The immigrants will still come over the border, and people will still hire them. That’s easy. Whatever we may say about public policy, as individuals we want to have the benefit of cheap labor. The Mexicans want to have the benefit of not living on the scraping edge of mortal poverty.
But if Prop. 187 goes through, they’ll live in worse circumstances than they do now. They’ll be even more vulnerable to exploitation. Their untreated illnesses will be public health hazards. Their uneducated children will grow up to be even bigger hazards. And if you want to encourage the growth of ethnic organized crime, create a population that regards every public employee as a potential enemy who could wreck their lives.
Stupid, stupid. Even people who care about nothing but money should be able to see that it’s much cheaper to let illegal immigrants have access to the basic mechanisms of civil society.
James R MacLean says
Thanks for posting this, Diane! And thank you too, Teresa! These are excellent point which must be made clear. The same Pete Wilson who stumped for Prop 187 and 209 also voted for measures to facilitate the importation of indentured servants to his friends’ plantations.
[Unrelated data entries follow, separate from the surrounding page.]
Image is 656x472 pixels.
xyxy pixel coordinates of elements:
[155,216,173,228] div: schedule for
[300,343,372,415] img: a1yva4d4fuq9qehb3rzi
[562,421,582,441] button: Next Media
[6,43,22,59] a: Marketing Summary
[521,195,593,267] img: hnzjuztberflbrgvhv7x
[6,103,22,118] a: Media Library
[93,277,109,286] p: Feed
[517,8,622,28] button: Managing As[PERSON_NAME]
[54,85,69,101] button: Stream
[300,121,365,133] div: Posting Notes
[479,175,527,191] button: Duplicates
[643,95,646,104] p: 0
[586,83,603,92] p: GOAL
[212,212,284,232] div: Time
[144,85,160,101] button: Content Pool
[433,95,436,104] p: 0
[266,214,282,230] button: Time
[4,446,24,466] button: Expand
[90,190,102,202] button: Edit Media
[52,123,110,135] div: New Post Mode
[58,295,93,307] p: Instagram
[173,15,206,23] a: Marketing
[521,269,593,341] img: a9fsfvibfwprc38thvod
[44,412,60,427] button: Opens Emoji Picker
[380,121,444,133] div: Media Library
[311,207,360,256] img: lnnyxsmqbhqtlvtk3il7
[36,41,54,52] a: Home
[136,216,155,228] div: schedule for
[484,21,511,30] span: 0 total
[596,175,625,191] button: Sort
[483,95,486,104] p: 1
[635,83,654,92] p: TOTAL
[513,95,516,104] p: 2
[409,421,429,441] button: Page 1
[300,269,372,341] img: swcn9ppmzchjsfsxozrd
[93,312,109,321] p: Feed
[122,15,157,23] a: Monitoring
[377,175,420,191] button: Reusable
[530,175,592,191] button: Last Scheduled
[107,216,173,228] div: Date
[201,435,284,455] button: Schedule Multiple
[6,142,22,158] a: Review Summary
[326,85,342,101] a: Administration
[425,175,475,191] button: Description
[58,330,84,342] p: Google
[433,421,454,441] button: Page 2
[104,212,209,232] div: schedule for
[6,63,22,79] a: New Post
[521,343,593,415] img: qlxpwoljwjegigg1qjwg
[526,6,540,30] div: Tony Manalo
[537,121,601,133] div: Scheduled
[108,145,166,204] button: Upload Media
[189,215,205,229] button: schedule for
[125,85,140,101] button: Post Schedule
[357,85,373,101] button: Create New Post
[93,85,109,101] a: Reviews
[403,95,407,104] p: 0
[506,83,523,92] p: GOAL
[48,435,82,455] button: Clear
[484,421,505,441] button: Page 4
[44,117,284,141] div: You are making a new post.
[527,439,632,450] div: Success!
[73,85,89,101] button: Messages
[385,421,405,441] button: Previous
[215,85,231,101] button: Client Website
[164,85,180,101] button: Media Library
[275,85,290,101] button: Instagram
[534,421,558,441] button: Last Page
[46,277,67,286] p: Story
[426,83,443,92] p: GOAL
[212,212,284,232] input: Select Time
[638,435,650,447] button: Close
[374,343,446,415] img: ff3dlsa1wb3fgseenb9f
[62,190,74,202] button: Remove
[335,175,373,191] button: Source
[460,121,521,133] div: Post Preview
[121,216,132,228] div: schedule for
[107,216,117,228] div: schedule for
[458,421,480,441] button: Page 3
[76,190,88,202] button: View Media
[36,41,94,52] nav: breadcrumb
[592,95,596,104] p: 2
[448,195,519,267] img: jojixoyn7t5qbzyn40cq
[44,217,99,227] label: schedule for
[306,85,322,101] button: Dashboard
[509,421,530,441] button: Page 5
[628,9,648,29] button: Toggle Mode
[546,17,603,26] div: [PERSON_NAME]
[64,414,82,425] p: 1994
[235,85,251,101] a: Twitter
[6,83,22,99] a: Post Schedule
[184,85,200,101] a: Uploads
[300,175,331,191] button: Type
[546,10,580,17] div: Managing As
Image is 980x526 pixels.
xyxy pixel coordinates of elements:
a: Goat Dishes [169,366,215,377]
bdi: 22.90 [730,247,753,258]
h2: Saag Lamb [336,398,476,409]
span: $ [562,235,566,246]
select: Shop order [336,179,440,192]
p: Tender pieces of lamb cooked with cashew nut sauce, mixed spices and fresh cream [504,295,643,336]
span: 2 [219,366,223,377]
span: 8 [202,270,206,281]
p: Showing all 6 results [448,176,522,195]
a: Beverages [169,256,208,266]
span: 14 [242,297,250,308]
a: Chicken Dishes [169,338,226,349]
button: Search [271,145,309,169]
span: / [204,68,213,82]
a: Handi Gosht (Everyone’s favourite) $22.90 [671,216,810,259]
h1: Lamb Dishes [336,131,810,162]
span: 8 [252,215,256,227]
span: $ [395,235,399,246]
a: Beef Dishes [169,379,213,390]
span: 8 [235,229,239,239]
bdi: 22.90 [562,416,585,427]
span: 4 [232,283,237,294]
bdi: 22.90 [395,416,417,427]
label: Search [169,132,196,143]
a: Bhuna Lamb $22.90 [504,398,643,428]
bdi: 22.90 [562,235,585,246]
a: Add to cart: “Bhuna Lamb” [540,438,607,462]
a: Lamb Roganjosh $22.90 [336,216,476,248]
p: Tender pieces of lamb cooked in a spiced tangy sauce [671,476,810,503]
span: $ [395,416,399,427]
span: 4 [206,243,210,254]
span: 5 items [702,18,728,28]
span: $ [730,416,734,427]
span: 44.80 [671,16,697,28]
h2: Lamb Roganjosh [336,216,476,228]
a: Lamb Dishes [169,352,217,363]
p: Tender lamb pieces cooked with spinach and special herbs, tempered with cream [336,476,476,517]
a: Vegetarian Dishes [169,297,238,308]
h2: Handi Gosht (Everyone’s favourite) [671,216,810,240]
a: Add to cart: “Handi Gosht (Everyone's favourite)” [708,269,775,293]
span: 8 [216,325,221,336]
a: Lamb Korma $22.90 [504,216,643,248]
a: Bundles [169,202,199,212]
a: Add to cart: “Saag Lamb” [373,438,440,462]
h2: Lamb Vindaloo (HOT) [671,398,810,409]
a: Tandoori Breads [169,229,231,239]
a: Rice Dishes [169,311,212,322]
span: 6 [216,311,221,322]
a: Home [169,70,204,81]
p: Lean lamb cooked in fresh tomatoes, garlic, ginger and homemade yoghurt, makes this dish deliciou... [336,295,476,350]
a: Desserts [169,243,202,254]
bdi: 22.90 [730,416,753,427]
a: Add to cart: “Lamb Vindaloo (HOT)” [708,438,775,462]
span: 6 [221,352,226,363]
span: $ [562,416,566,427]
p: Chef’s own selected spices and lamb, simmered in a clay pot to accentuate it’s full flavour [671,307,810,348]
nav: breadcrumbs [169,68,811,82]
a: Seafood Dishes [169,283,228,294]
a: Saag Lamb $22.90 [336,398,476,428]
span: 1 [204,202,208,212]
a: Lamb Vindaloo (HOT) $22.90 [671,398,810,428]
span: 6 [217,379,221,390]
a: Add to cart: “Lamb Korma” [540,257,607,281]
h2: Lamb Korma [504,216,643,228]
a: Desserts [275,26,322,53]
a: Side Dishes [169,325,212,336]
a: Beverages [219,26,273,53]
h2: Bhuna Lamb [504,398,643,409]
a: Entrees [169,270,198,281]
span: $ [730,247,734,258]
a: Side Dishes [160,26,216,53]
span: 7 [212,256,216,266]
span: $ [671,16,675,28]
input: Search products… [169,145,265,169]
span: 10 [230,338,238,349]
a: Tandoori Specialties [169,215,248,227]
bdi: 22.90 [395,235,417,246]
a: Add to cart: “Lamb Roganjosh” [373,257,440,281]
Wilson knew it was efficient to blame California’s recession on immigrants (and other politically voiceless groups), and enshrining that hate speech in the California Constitution is a lingering disgrace. But he also knew that he had achieved what amounted to a fugitive slave act for his cronies in the massively-subsidized agribusiness. As a student of tax policy, I can also tell you Wilson played a giant role in the corporate tax cuts which bankrupted the state.
Holly Molly says
Hello i’m Holly molly and im from canada, also north of california
Dave Van says
quote: services paid for through taxes that everybody, including the illegal aliens, pays.
They don’t pay income tax, silly bear.
Diane Patterson says
They don’t pay income tax, silly bear.
You are, in fact, wrong about that.
And, if you think income taxes are the only taxes you pay, you are ignorant of the tax structure in this country and should work hard on informing yourself about it.